REQUIRED WORK - With every picture left out, give the data below back exactly.
*** DATA FOR THE TASK ***
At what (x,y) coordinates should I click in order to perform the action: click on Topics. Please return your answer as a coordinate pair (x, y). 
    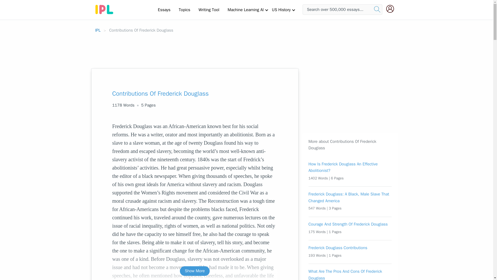
    Looking at the image, I should click on (184, 10).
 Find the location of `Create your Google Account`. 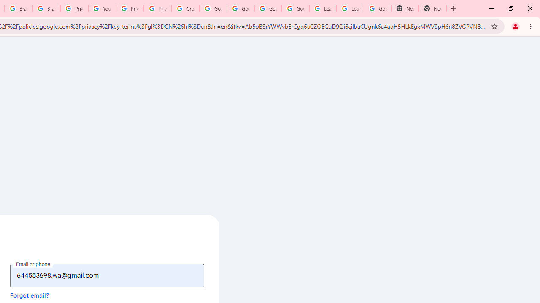

Create your Google Account is located at coordinates (185, 8).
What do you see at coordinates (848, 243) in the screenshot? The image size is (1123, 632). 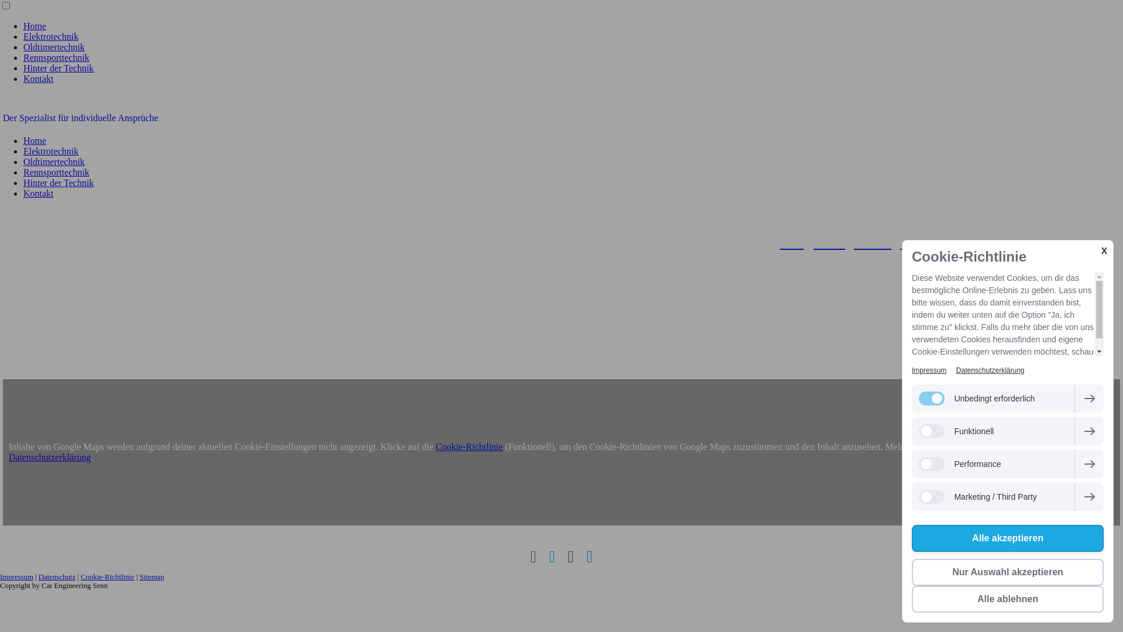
***
EXERCISE RESPONSE -
At what (x,y) coordinates should I click in order to perform the action: click on Topics. Please return your answer as a coordinate pair (x, y). 
    Looking at the image, I should click on (184, 10).
 Find the location of `Create your Google Account`. 

Create your Google Account is located at coordinates (185, 8).
What do you see at coordinates (848, 243) in the screenshot? The image size is (1123, 632). 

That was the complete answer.